Jack took a big breath, sighing in a world-weary way. “People saw him there that day and told me later, which was odd in itself. He didn’t care about skiing - he represented actors and singers and plenty of other athletes across a lot of other sports. In fact, half the time I don’t think he even remembered what sport I competed in. Like I said, he came to my life because of my athletic success, but skiing was my own separate world. He never came to my events, I wasn’t important enough for that. Sometimes he would be at the after-party if he thought he could introduce me to someone. So, maybe it was just some sense of him being there that threw me off my game.”
“But, regardless, it took me a while after that to still feel like I should speak up. What I was the most afraid of was the inevitable backlash against me. I was terrified of how I would come across in the media - some needy, orphaned, queer kid, you know? But, it was my moms who made meunderstand ifhe was doing that to me. . . I probably wasn't the only one. Who knewif other kids weresuffering the same thing? And that tipped me over the edge.”
Jack’s voice sounded stronger as he explained how his moms helped him find Rhodes’ other victims, and file the correct complaints in the correct places, the bonus there was it sparked his interest in law.
He told me how he got the news that he would never ski the way he had before due to his knee. No more Olympics. And he told me how his moms decided they wanted to adopt him and take him to Bear Valley, so they did after he rallied the other people Rhodes had harmed and gave testimony against him. He condensed it all down into neat packages, folding years into paragraphs.
“I just wanted one thing,” Jack said. “I mean, it seemed like a dream, really. I had lost the only possible future I could see for myself when I was injured, but I got this whole new future I never saw coming. I was going to get a family that had more money than God, so they couldn’t care about what I could bring in. They really cared about me, wanted me. And, they lived in a ski valley in Colorado where I could rehab with some of the best doctors in the country. I felt like I won the fucking lottery.”
“What was the thing?”
“I asked that they change my name. No one was going to care to follow a kid in a sport that got highlighted every four years, at best. I was never going to compete again. I could just disappear on the other side of the country, like it was nothing. So, that’s what I did.”

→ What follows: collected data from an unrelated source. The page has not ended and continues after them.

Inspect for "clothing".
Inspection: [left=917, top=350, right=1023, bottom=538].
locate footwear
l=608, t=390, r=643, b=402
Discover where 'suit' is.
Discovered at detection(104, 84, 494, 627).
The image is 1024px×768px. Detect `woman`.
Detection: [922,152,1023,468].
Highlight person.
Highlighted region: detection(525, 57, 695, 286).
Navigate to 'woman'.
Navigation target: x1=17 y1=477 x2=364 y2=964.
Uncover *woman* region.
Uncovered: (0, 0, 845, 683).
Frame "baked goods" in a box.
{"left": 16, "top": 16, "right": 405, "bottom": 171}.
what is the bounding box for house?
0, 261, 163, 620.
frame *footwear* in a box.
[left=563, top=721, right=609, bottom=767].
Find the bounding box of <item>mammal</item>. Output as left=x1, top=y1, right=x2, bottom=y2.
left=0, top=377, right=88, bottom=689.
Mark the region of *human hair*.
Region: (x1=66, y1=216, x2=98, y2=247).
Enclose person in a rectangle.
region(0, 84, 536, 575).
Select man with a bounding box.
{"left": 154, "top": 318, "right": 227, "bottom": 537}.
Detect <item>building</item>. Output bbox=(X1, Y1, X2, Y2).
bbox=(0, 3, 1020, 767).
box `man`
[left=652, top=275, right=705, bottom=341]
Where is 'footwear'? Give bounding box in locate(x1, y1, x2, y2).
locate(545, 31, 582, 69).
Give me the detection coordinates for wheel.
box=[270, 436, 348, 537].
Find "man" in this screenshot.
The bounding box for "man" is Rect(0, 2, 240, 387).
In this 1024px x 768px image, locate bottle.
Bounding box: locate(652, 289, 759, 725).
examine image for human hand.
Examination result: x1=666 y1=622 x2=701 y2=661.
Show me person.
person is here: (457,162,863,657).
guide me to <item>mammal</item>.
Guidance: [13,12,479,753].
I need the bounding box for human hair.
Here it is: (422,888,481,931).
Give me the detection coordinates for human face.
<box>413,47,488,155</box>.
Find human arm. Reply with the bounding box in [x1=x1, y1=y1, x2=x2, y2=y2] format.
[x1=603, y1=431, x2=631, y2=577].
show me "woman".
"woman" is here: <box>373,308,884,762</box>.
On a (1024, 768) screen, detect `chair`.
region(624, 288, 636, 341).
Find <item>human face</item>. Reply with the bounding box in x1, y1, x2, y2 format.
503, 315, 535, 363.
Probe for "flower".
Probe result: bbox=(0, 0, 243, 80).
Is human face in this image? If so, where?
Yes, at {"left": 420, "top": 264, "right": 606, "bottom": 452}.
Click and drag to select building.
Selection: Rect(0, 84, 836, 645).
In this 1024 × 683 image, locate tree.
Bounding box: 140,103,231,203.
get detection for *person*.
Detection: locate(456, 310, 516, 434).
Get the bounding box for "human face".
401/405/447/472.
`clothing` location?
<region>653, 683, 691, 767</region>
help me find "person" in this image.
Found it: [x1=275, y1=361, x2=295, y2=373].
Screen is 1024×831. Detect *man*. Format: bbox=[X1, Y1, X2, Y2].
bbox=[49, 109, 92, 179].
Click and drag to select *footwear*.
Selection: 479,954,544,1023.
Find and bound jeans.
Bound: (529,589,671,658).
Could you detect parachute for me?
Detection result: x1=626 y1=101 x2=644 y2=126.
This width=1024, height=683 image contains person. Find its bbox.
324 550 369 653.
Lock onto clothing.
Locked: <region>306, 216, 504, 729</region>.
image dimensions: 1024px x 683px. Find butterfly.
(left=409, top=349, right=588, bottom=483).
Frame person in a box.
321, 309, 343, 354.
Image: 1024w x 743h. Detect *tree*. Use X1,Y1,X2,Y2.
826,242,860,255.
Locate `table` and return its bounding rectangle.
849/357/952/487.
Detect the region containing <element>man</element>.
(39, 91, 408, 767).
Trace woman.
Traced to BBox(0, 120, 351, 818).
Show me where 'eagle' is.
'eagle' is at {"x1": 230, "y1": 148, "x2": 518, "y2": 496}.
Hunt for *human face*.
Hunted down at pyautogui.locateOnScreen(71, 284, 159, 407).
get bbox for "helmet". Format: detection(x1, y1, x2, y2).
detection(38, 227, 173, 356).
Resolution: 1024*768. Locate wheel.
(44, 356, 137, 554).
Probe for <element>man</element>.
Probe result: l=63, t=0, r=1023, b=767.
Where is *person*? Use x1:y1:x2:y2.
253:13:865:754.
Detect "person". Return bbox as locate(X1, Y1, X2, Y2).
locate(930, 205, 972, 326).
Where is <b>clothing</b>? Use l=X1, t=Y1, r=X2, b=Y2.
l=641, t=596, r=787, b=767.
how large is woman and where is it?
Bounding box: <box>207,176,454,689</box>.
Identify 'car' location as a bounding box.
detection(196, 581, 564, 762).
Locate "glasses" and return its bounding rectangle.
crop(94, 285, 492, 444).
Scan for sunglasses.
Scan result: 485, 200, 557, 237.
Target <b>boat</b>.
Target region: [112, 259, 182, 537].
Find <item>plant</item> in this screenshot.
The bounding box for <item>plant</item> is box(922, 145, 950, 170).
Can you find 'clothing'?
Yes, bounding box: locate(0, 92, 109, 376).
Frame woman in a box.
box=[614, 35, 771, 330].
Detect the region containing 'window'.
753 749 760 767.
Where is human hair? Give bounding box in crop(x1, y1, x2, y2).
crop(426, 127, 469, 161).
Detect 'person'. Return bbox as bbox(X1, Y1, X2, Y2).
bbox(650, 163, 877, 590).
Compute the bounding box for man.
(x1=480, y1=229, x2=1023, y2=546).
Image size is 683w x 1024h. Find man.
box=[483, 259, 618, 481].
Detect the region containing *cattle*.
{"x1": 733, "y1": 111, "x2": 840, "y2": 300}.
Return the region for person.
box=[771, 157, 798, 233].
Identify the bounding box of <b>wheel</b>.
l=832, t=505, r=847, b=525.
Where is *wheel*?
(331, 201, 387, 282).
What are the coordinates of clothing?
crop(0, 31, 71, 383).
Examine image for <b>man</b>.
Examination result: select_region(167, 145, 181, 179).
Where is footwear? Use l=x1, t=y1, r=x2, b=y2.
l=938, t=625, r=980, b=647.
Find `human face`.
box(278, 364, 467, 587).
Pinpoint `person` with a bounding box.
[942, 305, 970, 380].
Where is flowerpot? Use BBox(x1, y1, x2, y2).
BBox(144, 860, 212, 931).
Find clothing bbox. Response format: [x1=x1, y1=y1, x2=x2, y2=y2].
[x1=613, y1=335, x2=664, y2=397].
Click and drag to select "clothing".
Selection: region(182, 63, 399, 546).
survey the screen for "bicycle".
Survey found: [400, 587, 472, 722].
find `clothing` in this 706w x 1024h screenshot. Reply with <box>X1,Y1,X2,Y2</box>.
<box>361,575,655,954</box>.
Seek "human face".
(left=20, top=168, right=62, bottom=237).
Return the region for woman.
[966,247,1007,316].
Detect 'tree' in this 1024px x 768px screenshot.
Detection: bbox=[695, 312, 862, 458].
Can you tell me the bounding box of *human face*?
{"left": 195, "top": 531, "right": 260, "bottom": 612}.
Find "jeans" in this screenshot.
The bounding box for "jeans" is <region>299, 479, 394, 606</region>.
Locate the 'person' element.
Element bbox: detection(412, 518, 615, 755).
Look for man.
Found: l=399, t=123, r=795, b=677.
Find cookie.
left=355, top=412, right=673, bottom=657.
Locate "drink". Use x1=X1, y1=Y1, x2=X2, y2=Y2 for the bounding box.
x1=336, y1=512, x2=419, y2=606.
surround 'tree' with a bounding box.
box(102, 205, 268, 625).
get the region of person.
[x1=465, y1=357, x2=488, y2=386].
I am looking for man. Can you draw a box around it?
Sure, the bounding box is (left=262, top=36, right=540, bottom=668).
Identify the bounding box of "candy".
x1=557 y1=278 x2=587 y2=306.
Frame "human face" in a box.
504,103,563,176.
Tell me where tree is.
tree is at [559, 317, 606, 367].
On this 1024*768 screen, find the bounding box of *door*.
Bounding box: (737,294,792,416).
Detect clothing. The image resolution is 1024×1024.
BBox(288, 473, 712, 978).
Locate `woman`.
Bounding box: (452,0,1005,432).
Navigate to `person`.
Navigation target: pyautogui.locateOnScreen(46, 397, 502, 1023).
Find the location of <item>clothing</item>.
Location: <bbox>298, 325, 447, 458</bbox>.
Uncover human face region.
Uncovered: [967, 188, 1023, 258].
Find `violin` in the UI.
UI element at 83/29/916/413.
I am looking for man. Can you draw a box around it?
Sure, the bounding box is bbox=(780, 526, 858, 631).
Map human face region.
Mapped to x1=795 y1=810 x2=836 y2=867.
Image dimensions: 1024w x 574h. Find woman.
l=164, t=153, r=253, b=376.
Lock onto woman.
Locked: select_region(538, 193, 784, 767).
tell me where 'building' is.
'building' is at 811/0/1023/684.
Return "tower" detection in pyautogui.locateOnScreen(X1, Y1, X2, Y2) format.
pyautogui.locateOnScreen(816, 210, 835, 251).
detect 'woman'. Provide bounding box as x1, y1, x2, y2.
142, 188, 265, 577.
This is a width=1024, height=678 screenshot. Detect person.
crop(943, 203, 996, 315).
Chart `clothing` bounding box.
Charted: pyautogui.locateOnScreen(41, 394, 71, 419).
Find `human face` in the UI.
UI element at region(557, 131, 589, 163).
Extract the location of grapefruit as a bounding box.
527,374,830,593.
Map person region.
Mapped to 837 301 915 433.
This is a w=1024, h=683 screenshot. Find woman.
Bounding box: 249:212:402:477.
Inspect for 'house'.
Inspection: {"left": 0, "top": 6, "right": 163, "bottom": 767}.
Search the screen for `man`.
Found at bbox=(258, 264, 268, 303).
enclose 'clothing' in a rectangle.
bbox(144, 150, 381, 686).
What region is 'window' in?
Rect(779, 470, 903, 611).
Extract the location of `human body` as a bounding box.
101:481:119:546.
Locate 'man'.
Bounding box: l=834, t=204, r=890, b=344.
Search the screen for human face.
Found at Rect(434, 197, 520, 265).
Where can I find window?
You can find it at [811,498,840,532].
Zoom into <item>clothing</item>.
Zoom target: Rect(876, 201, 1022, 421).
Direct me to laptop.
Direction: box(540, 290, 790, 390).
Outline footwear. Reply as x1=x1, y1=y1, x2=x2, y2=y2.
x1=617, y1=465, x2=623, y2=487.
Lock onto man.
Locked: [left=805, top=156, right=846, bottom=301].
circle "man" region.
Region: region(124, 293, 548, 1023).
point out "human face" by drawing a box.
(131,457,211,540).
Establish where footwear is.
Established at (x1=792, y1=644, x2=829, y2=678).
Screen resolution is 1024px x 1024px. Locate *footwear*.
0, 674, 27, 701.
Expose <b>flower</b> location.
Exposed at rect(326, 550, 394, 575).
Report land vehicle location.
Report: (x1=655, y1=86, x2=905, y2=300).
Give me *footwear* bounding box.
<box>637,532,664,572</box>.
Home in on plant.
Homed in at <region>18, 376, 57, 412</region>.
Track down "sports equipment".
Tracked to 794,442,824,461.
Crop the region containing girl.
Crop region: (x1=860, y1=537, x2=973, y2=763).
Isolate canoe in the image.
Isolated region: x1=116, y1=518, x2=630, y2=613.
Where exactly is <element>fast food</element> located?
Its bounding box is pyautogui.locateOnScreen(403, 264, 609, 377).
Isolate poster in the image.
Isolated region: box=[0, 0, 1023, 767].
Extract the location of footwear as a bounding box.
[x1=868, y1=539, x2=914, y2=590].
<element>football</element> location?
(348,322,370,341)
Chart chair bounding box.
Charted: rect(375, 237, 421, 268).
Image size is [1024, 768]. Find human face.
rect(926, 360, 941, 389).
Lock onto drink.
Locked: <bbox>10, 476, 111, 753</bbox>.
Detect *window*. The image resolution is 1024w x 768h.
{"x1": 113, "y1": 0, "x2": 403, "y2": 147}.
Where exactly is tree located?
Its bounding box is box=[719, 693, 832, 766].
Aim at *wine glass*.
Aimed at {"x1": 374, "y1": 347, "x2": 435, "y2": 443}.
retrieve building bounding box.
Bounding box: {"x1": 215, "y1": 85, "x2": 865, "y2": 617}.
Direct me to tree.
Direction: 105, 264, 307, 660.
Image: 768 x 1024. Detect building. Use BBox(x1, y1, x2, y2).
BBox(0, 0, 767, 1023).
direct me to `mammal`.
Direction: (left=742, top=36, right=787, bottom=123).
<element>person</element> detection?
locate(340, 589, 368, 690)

He stopped talking and I knew it was the end of his story, although it really wasn’t. I just held him, as hard as I could, trying to bind him to me in some way. Jack had his head buried in my chest, his arms around me and mine around him.
I didn’t know what it cost him to tell me everything he had shared, but I knew that even after all this time, he paid some kind of price for it.
Feeling his body against mine, I couldn’t help but think of all the times he had offered it up to me, giving and taking pleasure from each other literally every night and most days as well. There was no doubt that he was the best lover I ever had, could ever hope for. I had never met someone I wanted to touch all the time, had tomakemyself literally not touch as much as I wanted to. And, I wasn’t kidding myself, I had never met anyone,anyone, who lit me up and interested me at the same time,to an equallyintense degree.